I've been looking for a quality active tube preamp with remote volume control. Most high quality tube preamps that are reasonably priced (ie, under $4000) do not come with remote volume. Those that do use the cheap motorized Alps pot (I've had bad experience with Alps), probably because it's cheap and widely available. I've seen some very expensive preamps us this pot, unfortunately. The two very high quality preamps I've read about are the SAS Labs 11A, Don Allens preamp, and Atma-sphere M3, but the designers refuses to implement remote because they believe the sound will suffer. Atma-sphere uses a huge hand assembled remote volume only for there expensive MP1. A preamp without remote is a deal breaker for me. How about you?
dracule1
Deal breaker for sure.

I must ask ... can't they just standardize the loudness levels someday?
07-26-11: Atmasphere
The standard for balanced line is the output of the device driving the cable should be able to drive 600 ohms or less (in the case of microphones) without degradation (this calls for a fairly low output impedance BTW). If the cable is terminated at the input of the amp with a 600 ohm load, then you will hear no difference between a high end cable and a cheap one, ours, or one from Radio Shack.... If the termination is not installed, then cable differences appear.
Ralph, I'd be interested in an explanation of why the termination is necessary. Why wouldn't simply driving the balanced cable with a low impedance driver be sufficient? Obviously less current would flow through the cable if the termination is not present, but I'm not sure why that would make a difference.

On an unrelated note, congrats on your re-done website. Looks great!

Dracule -- in my case, not having a remote would not be a deal-breaker. I have one at present, but I could easily live without it, as I did for many years in the past.

Best regards,
-- Al
Hi Al, If you put a 600 ohm resistance across a cable, which has capacitive, inductive and resistive aspects, the outcome is that the 600 ohm resistance becomes the primary aspect of what you are driving. The other things (which normally affect a cable when the amp input impedance is 100K or higher) get 'swamped out'.

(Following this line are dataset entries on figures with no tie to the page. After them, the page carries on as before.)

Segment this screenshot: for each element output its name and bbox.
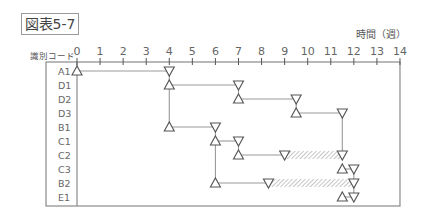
axis-tick-label: 6 (212, 45, 219, 58)
row-label: D1 (58, 80, 71, 91)
axis-tick-label: 11 (324, 45, 338, 58)
axis-tick-label: 1 (97, 45, 104, 58)
axis-tick-label: 4 (166, 45, 173, 58)
axis-tick-label: 2 (120, 45, 127, 58)
axis-tick-label: 10 (301, 45, 315, 58)
row-label: B2 (58, 178, 71, 189)
row-label: C1 (58, 136, 71, 147)
row-header-label: 識別コード (30, 51, 75, 61)
axis-tick-label: 0 (74, 45, 81, 58)
axis-tick-label: 8 (258, 45, 265, 58)
axis-tick-label: 12 (347, 45, 361, 58)
row-labels: A1D1D2D3B1C1C2C3B2E1 (58, 66, 71, 203)
axis-tick-label: 14 (393, 45, 407, 58)
float-hatch (268, 179, 353, 187)
axis-tick-label: 5 (189, 45, 196, 58)
row-label: B1 (58, 122, 71, 133)
row-label: D2 (58, 94, 71, 105)
axis-tick-label: 9 (281, 45, 288, 58)
row-label: E1 (58, 192, 70, 203)
row-label: D3 (58, 108, 71, 119)
axis-tick-label: 3 (143, 45, 150, 58)
row-label: C3 (58, 164, 71, 175)
row-label: C2 (58, 150, 71, 161)
activity-bars (72, 66, 359, 202)
axis-tick-label: 7 (235, 45, 242, 58)
row-label: A1 (58, 66, 71, 77)
gantt-chart: 識別コード 01234567891011121314 A1D1D2D3B1C1C… (0, 0, 429, 217)
axis-tick-label: 13 (370, 45, 384, 58)
float-hatch (285, 151, 343, 159)
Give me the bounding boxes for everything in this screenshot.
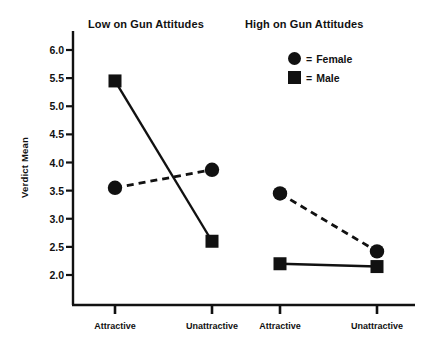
series-line-female: [115, 170, 212, 188]
data-point-square: [274, 257, 287, 270]
series-line-male: [115, 81, 212, 241]
data-point-square: [371, 260, 384, 273]
data-point-square: [109, 74, 122, 87]
chart-figure: Low on Gun Attitudes High on Gun Attitud…: [0, 0, 426, 348]
data-point-circle: [205, 163, 219, 177]
series-group: [108, 74, 384, 273]
data-point-circle: [370, 244, 384, 258]
data-point-square: [206, 235, 219, 248]
data-point-circle: [108, 181, 122, 195]
series-line-male: [280, 264, 377, 267]
data-point-circle: [273, 186, 287, 200]
plot-area: [0, 0, 426, 348]
axes-group: [66, 31, 415, 314]
series-line-female: [280, 193, 377, 251]
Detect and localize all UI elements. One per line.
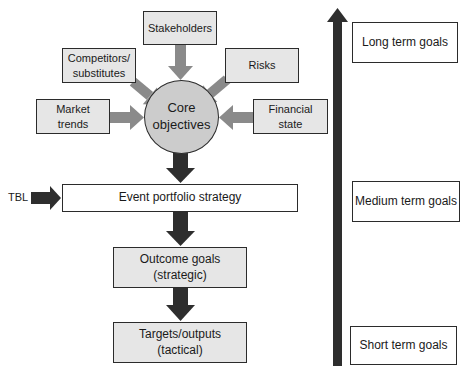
arrow-stakeholders	[168, 44, 193, 80]
financial-state-box: Financial state	[253, 99, 328, 134]
market-trends-box: Market trends	[36, 99, 110, 134]
event-portfolio-strategy-box: Event portfolio strategy	[62, 184, 298, 212]
arrow-outcome-to-targets	[166, 288, 195, 321]
targets-outputs-box: Targets/outputs (tactical)	[113, 322, 247, 363]
stakeholders-box: Stakeholders	[143, 11, 217, 45]
arrow-financial-state	[219, 105, 253, 130]
core-objectives-circle: Core objectives	[144, 80, 219, 154]
timeline-arrow	[327, 8, 348, 366]
arrow-strategy-to-outcome	[166, 212, 195, 246]
competitors-box: Competitors/ substitutes	[62, 48, 136, 83]
risks-box: Risks	[225, 48, 299, 83]
medium-term-goals-box: Medium term goals	[352, 181, 460, 222]
outcome-goals-box: Outcome goals (strategic)	[113, 247, 247, 288]
short-term-goals-box: Short term goals	[350, 326, 457, 365]
arrow-core-to-strategy	[166, 153, 195, 183]
arrow-market-trends	[110, 105, 144, 130]
tbl-label: TBL	[8, 191, 28, 203]
long-term-goals-box: Long term goals	[352, 22, 458, 63]
arrow-tbl	[31, 186, 61, 210]
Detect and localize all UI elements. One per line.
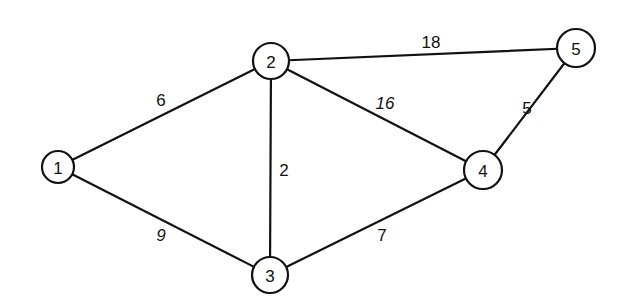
node-1: 1 xyxy=(42,151,74,183)
node-label: 3 xyxy=(265,267,274,286)
node-2: 2 xyxy=(253,43,289,79)
node-label: 4 xyxy=(478,162,487,181)
node-3: 3 xyxy=(252,257,288,293)
edge-weight-3-4: 7 xyxy=(377,226,386,245)
node-label: 5 xyxy=(571,40,580,59)
edge-weight-1-3: 9 xyxy=(156,226,166,245)
node-label: 2 xyxy=(266,53,275,72)
nodes-group: 12345 xyxy=(42,29,595,293)
node-label: 1 xyxy=(53,159,62,178)
edge-weight-1-2: 6 xyxy=(156,91,165,110)
edge-1-2 xyxy=(58,61,271,167)
edge-2-4 xyxy=(271,61,483,170)
edge-1-3 xyxy=(58,167,270,275)
edge-weight-2-4: 16 xyxy=(376,94,395,113)
edge-weight-2-5: 18 xyxy=(422,33,441,52)
node-5: 5 xyxy=(557,29,595,67)
edge-weight-2-3: 2 xyxy=(279,161,288,180)
edge-weight-4-5: 5 xyxy=(522,99,531,118)
edge-2-3 xyxy=(270,61,271,275)
edge-labels-group: 692161875 xyxy=(156,33,531,245)
edge-3-4 xyxy=(270,170,483,275)
node-4: 4 xyxy=(464,151,502,189)
graph-diagram: 692161875 12345 xyxy=(0,0,626,305)
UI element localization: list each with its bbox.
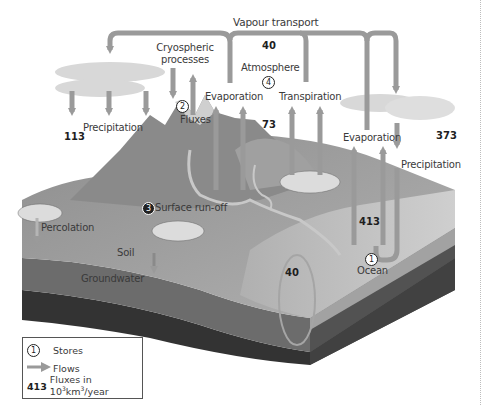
legend-row-stores: 1 Stores <box>27 341 138 359</box>
flux-ocean-evaporation: 413 <box>359 216 380 228</box>
legend-flux-example: 413 <box>27 381 47 392</box>
store-marker-3: 3 <box>142 202 155 215</box>
legend: 1 Stores Flows 413 Fluxes in 103km3/year <box>22 337 143 399</box>
store-marker-2: 2 <box>176 100 189 113</box>
flux-land-precipitation: 113 <box>64 131 85 143</box>
label-transpiration: Transpiration <box>279 91 341 103</box>
label-fluxes: Fluxes <box>180 114 211 126</box>
flow-arrow-icon <box>27 362 53 374</box>
label-ocean: Ocean <box>357 265 388 277</box>
label-cryospheric-processes: Cryospheric processes <box>155 42 215 66</box>
legend-row-fluxes: 413 Fluxes in 103km3/year <box>27 377 138 395</box>
label-cryospheric-line2: processes <box>155 54 215 66</box>
label-groundwater: Groundwater <box>81 273 144 285</box>
legend-store-symbol: 1 <box>27 344 40 357</box>
legend-flux-units: Fluxes in 103km3/year <box>50 374 138 397</box>
flux-vapour-transport: 40 <box>262 40 276 52</box>
label-percolation: Percolation <box>41 222 94 234</box>
label-soil: Soil <box>117 247 134 259</box>
flux-land-evapotranspiration: 73 <box>262 119 276 131</box>
label-surface-runoff-text: Surface run-off <box>155 202 227 213</box>
page-margin-divider <box>480 0 481 405</box>
label-atmosphere: Atmosphere <box>241 62 300 74</box>
store-marker-4: 4 <box>262 76 275 89</box>
label-precipitation-land: Precipitation <box>83 122 143 134</box>
legend-stores-label: Stores <box>53 345 83 356</box>
label-surface-runoff: 3Surface run-off <box>142 202 227 215</box>
legend-flows-label: Flows <box>53 363 80 374</box>
label-evaporation-ocean: Evaporation <box>343 132 401 144</box>
label-precipitation-ocean: Precipitation <box>401 159 461 171</box>
flux-runoff-return: 40 <box>285 267 299 279</box>
label-vapour-transport: Vapour transport <box>233 16 319 28</box>
label-cryospheric-line1: Cryospheric <box>155 42 215 54</box>
flux-ocean-precipitation: 373 <box>436 130 457 142</box>
label-evaporation-land: Evaporation <box>205 91 263 103</box>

This is how all high fidelity recordings are possible, BTW. If you have any recordings from the 1950s, what we have is a recording that sounds better the better you make your system. (Some people think that the best recordings were made in the 1950s). How did they do this without high-end cables? How could they run microphone signals over 200 feet and have them sound anything like HiFi over such a distance? The answer is that they used a low impedance termination on the line.

For example, I have a set of Neumann U-67 microphones. They use a small tube preamp to take the signal from the condenser element. This preamp is only a single triode gain stage- so its output impedance is high. But it drives an output transformer that is set to 150 ohms at its output. So many mic inputs on mixers and tape machines have a low input impedance like this. It allows the mic to drive *stupidly long* cables without any degradation at all, and the cost of the cable is kept to a minimum.

Now maybe I'm a little odd this way, but it seems to me that a system that would allow one to ditch expensive cables in favor of even better sound would be a good thing.

Mind you- if the terminations are not there, the 'better sound' I mentioned could well be lost to cable interaction.
Thanks, Ralph. That all makes sense, as I see it. I would add, though, that the values of those cable parameters, and their effects, will decrease as length decreases. I would therefore expect that in the case of a short cable, say a few feet long, and if the cable is reasonably well designed and is driven from a low impedance balanced output, that those effects would be insignificant both with and without the termination.